Refusing to sleep in our home that awful night, I slept in the barn (Father laid his coat on me as a blanket).
Next morning came.
"YOU POOR LITTLE LAMB!" A bellowing sob rung loudly in my ears as an abrupt awakening.
A lumbering, broad-shoulder, bass-voiced giant of a hearty, fleshy, ruddy and beefy-faced woman crushed me into a wrenching embrace and whisked me with such an amazing speed back into our home.
This vociferous titan of a woman was my Father's sister, Pelageya Nikonovich.
My Aunt Pelageya, a lonesome, meddlesome sort, instantly roosted in our home after the funeral.
Memory serves me poorly- I can't remember of her situating herself officially in our home.
Except for her sobbing for my late mother and excessive cooking because she "would never, God strike her down DEAD, allow her darling nephews”- and here she darted an accusative glare at my unwitting father that’d kill Terrible Ivan on the spot if he met her eyes-“ and careless brother starve to death and go in rags."
"Men need women as women need men! You can't care for these darling little lambs on your OWN! Not without a woman's care. I won't hear anymore of it! I'll live with you, Danya! Little darling Andreika and Kolya need a woman's care now!" I remember Auntie bellowing like a pair of oxen set loose in the kitchen.
She was 40 then.
At this time, a woman is respected as a spinster- she can cast off that disdain from the gossips. But Auntie Pelageya never attracted any gossip at any time of her life because her size and strength cowed anyone who libeled her.
But not only that!
She was endowed with an iron-like will of being the moral superior. She even turned confirmed drunkards and loafers in our village into something decent by simply boxing their ears or yanking on their hair as she cursed them a hundred ways with a hundred words I can't remember.
Father said the men gulped in her presence and declared in front of others, "Pelageya Nikonovna is a woman of fine character! Who among us deserves her?"
What they really meant who deserved her! The notion of any of our men marrying her demanded more courage than being assigned against those stubborn Germans. Auntie Pelageya as a wife! Well, that's a harder life still for a soul.
She commanded a certain meekness among everyone-young, old, men and women. I don't even think the higher officers commanded more intimidation and order than Auntie did. Now set Auntie into the barracks, she’d whip us all into something sharp. Set Auntie into the thick of the Ataman’s election, well, they might make her Ataman were she a man!
But she was a fine woman, nonetheless. One of those rare women God intended to be like an iron kettle that last for years. Now God doesn't make women like anymore! I guess to make life harder since we forgot about Him.
As an aunt, she doted on Kolya and I fiercely. Nothing was too good for us, her only nephews-she always emphasized this like she thought we were some rare being that should be revered for simply existing.
Pride would spoil Kolya later, in his cadet years. As a child, I’m proud to report my little brother proved a humble, unassuming saint of a lad.
But as a proud child, I relished her attentions. But my pride also forced me, in my boyish dignity to outwardly reject her doting in the presence of my "peers"-the other boys might mock me mercilessly if they saw how motherly Aunt Pelageya was with me.
Alone, I would succumb and confessed an apology to her. I feared losing her good graces-and her generosity of pies on my plate.
She always defended my vices as a child. Even the Old Believer Zealots we learned in history class couldn't rival my aunt's raging devotion upholding the enfant terrible I must have been as a child. As I said, Kolya needed none of this. He was the perfect Cossack lad. Yet, children, I've learned from observation, who are defended the most are the worst-behaved.
The excuse she repeated like some holy refrain from a hymn was, "He's still so young! A real lamb! He's innocent!" She said this even I reached my 20's and had hair on my face!
"He's growing finer than the other boys! Why, he'll be a real saint when he grows up! He'll have a handsome rank and pay, too!"
Each time my courtships failed, Auntie would rally herself like some hero against the Turks, march right to their house and rail against the girl and her family right outside their house.
She would denounce the girl as some "tempting hussy trying to make her innocent nephew suffer with her bag of tricks"- the fathers said nothing- no men had the sense to confront her. But women are bold with women, and the caterwauling and bellowing matches between Auntie and the families's womenfolk was the stuff of lore.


### [WHAT IS NEEDED]
Go through the material below and copy all lines with "Graphs".
================================
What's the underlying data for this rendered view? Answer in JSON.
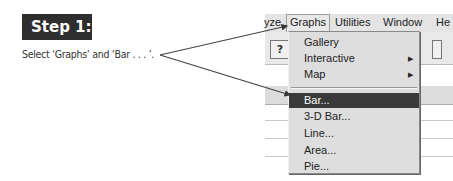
{
  "step": {
    "label": "Step 1:"
  },
  "instruction": "Select ‘Graphs’ and ‘Bar . . . ’.",
  "menubar": {
    "items": [
      {
        "label": "yze"
      },
      {
        "label": "Graphs"
      },
      {
        "label": "Utilities"
      },
      {
        "label": "Window"
      },
      {
        "label": "He"
      }
    ]
  },
  "toolbar": {
    "help_icon": "?"
  },
  "dropdown": {
    "items": [
      {
        "label": "Gallery"
      },
      {
        "label": "Interactive",
        "submenu": "▶"
      },
      {
        "label": "Map",
        "submenu": "▶"
      },
      {
        "label": "Bar..."
      },
      {
        "label": "3-D Bar..."
      },
      {
        "label": "Line..."
      },
      {
        "label": "Area..."
      },
      {
        "label": "Pie..."
      }
    ]
  },
  "colors": {
    "highlight": "#3a3a3a",
    "menu_bg": "#dedede",
    "step_bg": "#2e2e2e"
  }
}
================================
### [SOLUTION TO THIS EXERCISE]
  "instruction": "Select ‘Graphs’ and ‘Bar . . . ’.",
        "label": "Graphs"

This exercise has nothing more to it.